Aphrodite. Aphrodite was the god of love, beauty, and sexuality in ancient Greece (Roman: Venus). As a church that loves the written word, we are familiar enough with Romans 1 and its careful inclusion of all “dishonorable passions” that those who long for intimacy outside the life-giving ways of our loving Father. We’re also (sadly) familiar with the epidemic of pornography and how it provides oxygen for the sex-trafficking flame. However, she too can be shrewd. Read the words of New Covenant’s previous Lead Pastor, Doug O’Donnell, as he shows that even the married relationship can be manipulated by Aphrodite:
Unmet expectations (in marriage) are our unexpected undoing. I thought he’d be this; I thought she’d be that. I thought we’d live ‘happily and effortlessly ever after.’ The idol of a perfect marriage is as dangerous as the idol of eros. Love and marriage make wonderful bedfellows, but terrible gods.”
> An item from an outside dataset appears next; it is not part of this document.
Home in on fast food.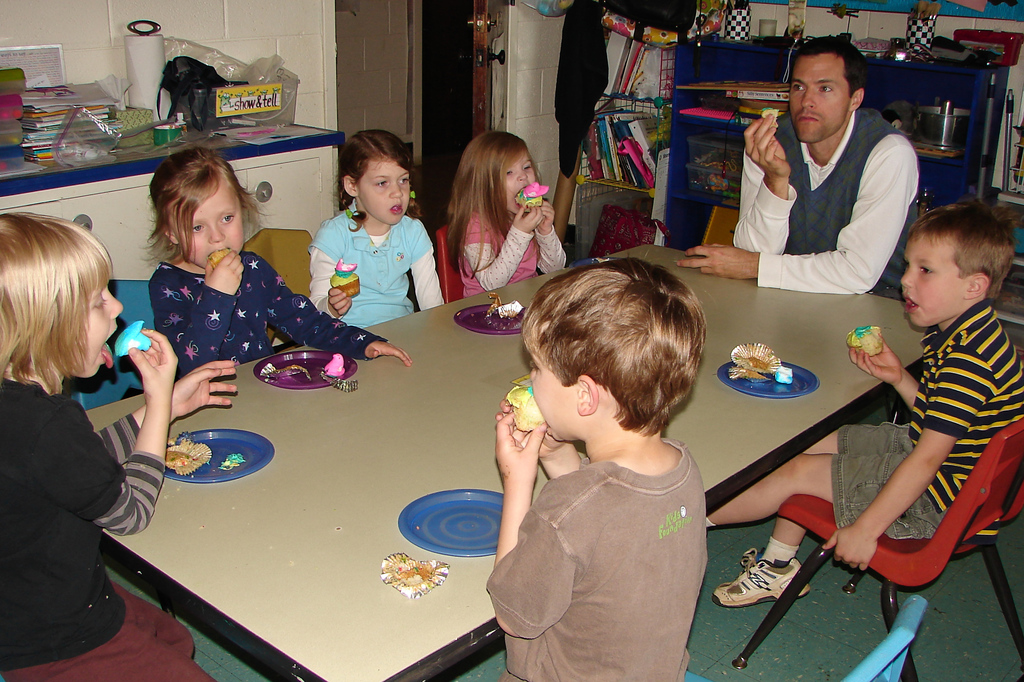
Homed in at bbox(772, 362, 794, 384).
Mammon. Finally Mammon, who is not a god of Rome or Greece, but is mentioned by Jesus in Matthew 6:24 (translated as “money” in the ESV). Again, the overt examples of Mammon’s faithful are not difficult to find as any quick glance at the Forbes’ 400 list will reveal. Capitalism has been called a most powerful institution in the modern era, a diagnosis nearly impossible to refute. The industry in which I serve, the Financial Services industry, is exercising enormous blind faith in those who run the Central Banks of the world, such as the Federal Reserve Bank. As you may have guessed, though, Mammon has more secret ways of sneaking into our lives. How about these words from Herman Daly & John Cobb: “Shopping has become the great national pastime. The one place one can be most assured of a welcome is in a store. Status attaches to finding usual goods and prices.” Did you celebrate the last “great deal” that you found? Was it such “good news” that you had to tell someone about it?
These gods in our day work the same way that they did thousands of years ago. They emphasize one good thing about the creation (power, beauty, resources), and then elevate that to the supreme status upon which all else must submit. And in the end, they ask for all of us and leave us empty.
Our calling is to remove the masks of these idolatrous “deities” who cannot speak, love, or give life. This is Jesus’ agenda in the Sermon on the Mount, an activity that we will analyze more carefully in next week’s post.
Dan Lindberg has been a member of New Covenant Church since 2014 and lives close to the Church with his wife Katie and daughter Anna.